The other commenters already mentioned it but Rust is an alternative to C++, with a similar approach to "zero-cost abstractions". Meaning it provides you with the means to do systems programming at a higher-level and ignore low level details.

If you're learning low-level/barebones hardware programming, this is both a blessing and a curse. If you already know the low-level stuff, then Rust/C++ abstractions let you organize your code in a much nicer way, but if you're learning the low-level stuff, then those abstractions are actually in the way.

C won't get in the way, for better or worse, so it's definitely worth learning, at least to appreciate the safety valves Rust and C++ give you after you've repeatedly shot your own foot (specially Rust which learned from most of the historic mistakes of C++).

If you don't want to deal with C-nonsense, then Zig is probably the best alternative for that sort of low-level programming, it even has freestanding (no operating system) as a first class target, stack-traces and all.

FWIW you can easily write Rust in a C-like style, using primarily free-standing functions and structs. You can opt-in to “advanced” features (traits, enums, generics) as you see fit.

Interfacing with other libraries, is ofc, a different matter, but you can usually wrap the library API in your own functions to minimize this mismatch.

  • All of Rust's functions are available as "free-standing functions" because of how types work in Rust, and Rust doesn't have classes, just structs. So, as a consumer nothing changes.
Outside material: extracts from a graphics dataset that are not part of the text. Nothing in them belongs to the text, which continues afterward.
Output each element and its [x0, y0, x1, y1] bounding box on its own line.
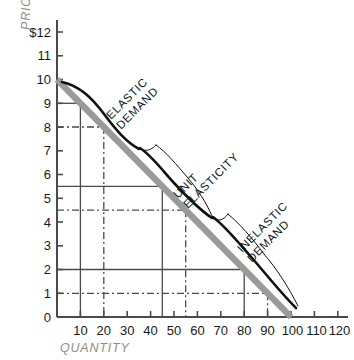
y-tick-label-3: 3 — [44, 238, 51, 253]
y-tick-label-10: 10 — [37, 72, 51, 87]
y-tick-label-5: 5 — [44, 191, 51, 206]
y-tick-label-2: 2 — [44, 262, 51, 277]
x-tick-label-20: 20 — [97, 323, 111, 338]
y-axis-title: PRICE — [19, 0, 33, 30]
x-tick-label-30: 30 — [120, 323, 134, 338]
y-tick-label-7: 7 — [44, 143, 51, 158]
y-tick-label-1: 1 — [44, 286, 51, 301]
x-axis-title: QUANTITY — [60, 341, 130, 355]
x-tick-label-120: 120 — [329, 323, 351, 338]
x-tick-label-90: 90 — [260, 323, 274, 338]
x-tick-label-40: 40 — [143, 323, 157, 338]
y-tick-label-0: 0 — [44, 310, 51, 325]
x-tick-label-100: 100 — [282, 323, 304, 338]
elasticity-chart: 0 1 2 3 4 5 6 7 8 9 10 11 $12 — [0, 0, 354, 360]
x-tick-label-70: 70 — [214, 323, 228, 338]
x-tick-label-110: 110 — [306, 323, 327, 338]
y-tick-label-8: 8 — [44, 120, 51, 135]
x-tick-label-60: 60 — [190, 323, 204, 338]
chart-canvas: 0 1 2 3 4 5 6 7 8 9 10 11 $12 — [0, 0, 354, 360]
chart-background — [0, 0, 354, 360]
y-tick-label-11: 11 — [38, 48, 52, 63]
x-tick-label-50: 50 — [167, 323, 181, 338]
y-tick-label-9: 9 — [44, 96, 51, 111]
y-tick-label-6: 6 — [44, 167, 51, 182]
y-tick-label-4: 4 — [44, 215, 51, 230]
x-tick-label-80: 80 — [237, 323, 251, 338]
x-tick-label-10: 10 — [73, 323, 87, 338]
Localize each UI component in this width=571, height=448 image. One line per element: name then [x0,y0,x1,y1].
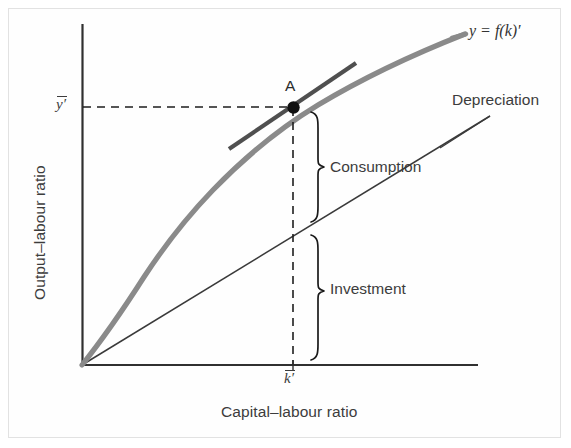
x-axis-title: Capital–labour ratio [221,404,357,420]
x-axis-tick-label: k′ [284,371,294,386]
depreciation-line [82,116,490,365]
consumption-label: Consumption [330,159,421,175]
depreciation-label-leader [440,116,490,148]
investment-label: Investment [330,281,406,297]
investment-bracket [311,235,324,360]
production-function-curve [82,34,465,365]
consumption-bracket [311,112,324,222]
curve-label-leader [452,34,466,38]
depreciation-label: Depreciation [452,92,539,108]
point-a-label: A [285,78,295,94]
x-axis-tick-label-text: k′ [284,370,294,386]
y-axis-tick-label: y′ [56,97,66,112]
point-a-marker [287,101,299,113]
production-function-label: y = f(k)′ [469,23,521,39]
y-axis-title: Output–labour ratio [32,165,48,300]
y-axis-tick-label-text: y′ [56,96,66,112]
figure-canvas: Output–labour ratio Capital–labour ratio… [0,0,571,448]
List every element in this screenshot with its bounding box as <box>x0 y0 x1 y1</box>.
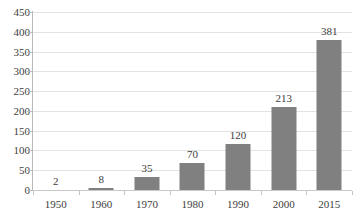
x-axis-tick-mark <box>352 191 353 195</box>
x-axis-tick-label: 1990 <box>227 198 249 210</box>
bar-slot: 213 <box>261 12 307 191</box>
x-axis-tick-mark <box>79 191 80 195</box>
bar-slot: 70 <box>170 12 216 191</box>
x-axis-tick-mark <box>215 191 216 195</box>
y-axis-tick-mark <box>27 111 32 112</box>
bar-slot: 381 <box>306 12 352 191</box>
x-axis-tick-mark <box>306 191 307 195</box>
y-axis-tick-mark <box>27 190 32 191</box>
x-axis-tick-mark <box>124 191 125 195</box>
x-axis-line <box>33 190 352 191</box>
bar-value-label: 120 <box>230 130 247 141</box>
x-axis-tick-mark <box>170 191 171 195</box>
x-axis-tick-label: 1950 <box>45 198 67 210</box>
x-axis-labels: 1950196019701980199020002015 <box>33 198 352 218</box>
bar-slot: 2 <box>33 12 79 191</box>
bar-value-label: 70 <box>187 149 198 160</box>
y-axis-tick-mark <box>27 12 32 13</box>
bar-value-label: 213 <box>275 93 292 104</box>
x-axis-tick-mark <box>261 191 262 195</box>
bar-value-label: 2 <box>53 176 59 187</box>
bar <box>134 177 159 191</box>
bar-value-label: 381 <box>321 26 338 37</box>
x-axis-tick-label: 1960 <box>90 198 112 210</box>
y-axis-tick-mark <box>27 71 32 72</box>
bar <box>226 144 251 191</box>
y-axis-tick-mark <box>27 91 32 92</box>
x-axis-tick-label: 1970 <box>136 198 158 210</box>
bar <box>180 163 205 191</box>
x-axis-tick-mark <box>33 191 34 195</box>
bar-series: 283570120213381 <box>33 12 352 191</box>
y-axis-tick-mark <box>27 32 32 33</box>
y-axis-tick-mark <box>27 52 32 53</box>
y-axis-tick-mark <box>27 150 32 151</box>
bar-value-label: 8 <box>99 174 105 185</box>
bar <box>317 40 342 191</box>
y-axis-tick-mark <box>27 170 32 171</box>
bar-slot: 120 <box>215 12 261 191</box>
bar-slot: 8 <box>79 12 125 191</box>
y-axis-tick-mark <box>27 131 32 132</box>
x-axis-tick-label: 2015 <box>318 198 340 210</box>
bar-value-label: 35 <box>141 163 152 174</box>
bar-slot: 35 <box>124 12 170 191</box>
x-axis-tick-label: 1980 <box>182 198 204 210</box>
bar-chart: 050100150200250300350400450 283570120213… <box>0 0 356 221</box>
x-axis-tick-label: 2000 <box>273 198 295 210</box>
bar <box>271 107 296 191</box>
       if std::collections::HashSet::is_empty(&basket) {
    

    ... is perfectly legal Rust, it would just be more idiomatic to write:

       if basket.is_empty() {
    

    The availability of all functions as "free functions" is convenient when you need, say, a filter predicate, since of course std::collections::HashSet::is_empty is exactly what you wanted if what you wanted to express was the predicate "is this HashSet empty?" and in languages that aren't allowed to do this you'd need to pointlessly shuffle chairs around to achieve the same thing instead.